Best bank for hedge funds: UBS
New structure cuts costs associated with Ucits-compliant commodities trading
Buy-side Awards 2016
Switzerland-based bank UBS has created a new solution that allows hedge funds to trade commodities in daily liquidity Ucits funds – without the high leverage costs that are associated with many commodity Ucits currently sold on the market.
UBS has signed up three big commodity trading advisers (CTAs) to launch a Ucits version of their flagship funds: a €350 million ($372.6 million) fund that opened last year; a €100 million fund opened this year; and one that will launch by the end of 2016.

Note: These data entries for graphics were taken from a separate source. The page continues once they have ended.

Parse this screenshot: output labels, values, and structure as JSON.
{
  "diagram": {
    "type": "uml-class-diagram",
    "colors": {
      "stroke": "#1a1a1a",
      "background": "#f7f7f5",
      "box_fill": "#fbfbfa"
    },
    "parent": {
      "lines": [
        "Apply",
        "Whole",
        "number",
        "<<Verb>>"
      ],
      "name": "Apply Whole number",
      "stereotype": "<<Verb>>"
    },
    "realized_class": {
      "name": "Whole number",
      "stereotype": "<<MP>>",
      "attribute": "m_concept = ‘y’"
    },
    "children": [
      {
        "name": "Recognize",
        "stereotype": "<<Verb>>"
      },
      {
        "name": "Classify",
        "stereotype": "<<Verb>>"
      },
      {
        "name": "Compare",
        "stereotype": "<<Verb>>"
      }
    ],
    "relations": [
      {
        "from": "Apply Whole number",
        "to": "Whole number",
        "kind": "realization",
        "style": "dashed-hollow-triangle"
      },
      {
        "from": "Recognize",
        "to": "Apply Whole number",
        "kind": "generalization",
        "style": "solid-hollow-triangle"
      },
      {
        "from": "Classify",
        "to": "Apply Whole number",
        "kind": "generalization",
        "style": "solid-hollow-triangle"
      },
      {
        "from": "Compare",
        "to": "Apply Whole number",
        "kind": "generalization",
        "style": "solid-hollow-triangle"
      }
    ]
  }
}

"The task as we've seen it is how can we come up with a solution that allows the manager to deliver its investment strategy pari passu to their flagship fund, but in a UCITS framework,'' says Henrik de Koning, head of hedge fund structured sales at UBS."
More and more hedge fund managers are considering Ucits to wrap their strategies in, including big European quant houses that have traditionally shunned the structure.

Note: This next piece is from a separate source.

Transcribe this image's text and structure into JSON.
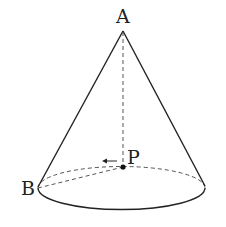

The problem they face is Ucits rules ban direct exposure to commodity futures. The traditional ways around this are to trade an approved diversified commodity index or enter into a swap with a counterparty holding the commodity, but both are beset by difficulties.
"Some managers who want to express a view on oil, for example, will use equities that are correlated to oil. You can imagine how many other factors enter into the equation and may influence the investment result, but we know quite a few macro managers doing that," says de Koning.
Ucits USP
Swaps trading and tracking an index were ruled out respectively as expensive and a dilution of the trend-following strategy by one European quant fund, which saw the appeal of UBS's solution.
"If we are trading a commodity index that is rebalanced only on T-minus-one, [because] all the commodities have different opening times, by the time you set your trade, already you are trading into an index that has a different allocation," says a portfolio manager at the fund.
The fund manager routinely has to tinker with his strategy to comply with Ucits rules, a solution that investors show some reluctance towards. Quant funds may simply remove commodities from their trend-following funds.
Banks have formulated a workaround whereby Ucits funds hold notes issued from a special purpose vehicle (SPV) with a leveraged exposure to commodities. But such an approach leads to higher costs and leverage risks.
The task as we've seen it is how can we come up with a solution that allows the manager to deliver its investment strategy pari passu to their flagship fund, but in a Ucits framework
Henrik de Koning, UBS
"The problem is that the leverage does not come for free, and in the context of structured financial instrument approaches, a so called gap risk arises," de Koning says.
Strategies with 10% invested in commodity indexes that are 10 times levered, for instance, cannot lose more than 10%, as it would wipe out all the capital. This gap risk is borne by the prime broker, leading to additional costs.
Such extreme market moves are possible. "[It] could prevent the manager from benefiting from the eventual market rebound, and in any case would create a significant tracking error compared to the flagship fund," he adds.
Under UBS's schema, the Ucits fund buys notes linked to the performance of the hedge fund's commodity-trading flagship fund. The notes are issued by an SPV, such that the fund bears no UBS credit risk. This is similar to other banks' notes-based solutions to the same problem but the structure is free of gap risk – a feature which is unique to UBS's proposition.
This shaved the annual cost by 20–25 basis points for one buy-side firm, compared with commodity exposure via swaps. It also cut the tracking error with the client's flagship fund to almost zero, compared with 70–75bp annually due to a lack of flexibility in execution.
David McIntyre, investment manager at Edinburgh-based fund manager Baillie Gifford, is aware of other commodity Ucits using notes, but tends to be reluctant to invest in these because of their costs: "We see some strategies that use [note] certificates and various other ways of trying to make themselves Ucits-compliant, but that almost always comes with some sort of cost. The vehicles become much more expensive."
Since Basel III and its costs on prime brokerage, which has seen cuts to direct and synthetic financing to hedge funds across the sector, UBS has focused on selling services to multiple levels of the hedge fund business.
The bank says it offers among the broadest prime brokerage in terms of asset classes. A knowledge of their business allows it to offer loans to both established and start-up hedge funds. It also provides advice on regulation, operational setup, technology and capital introduction.
"UBS Group as a broader organisation is one of the few banks that can support a hedge fund... at fund level, management company level or individual hedge fund principals," says Richard Heyes, co-head of global financing services.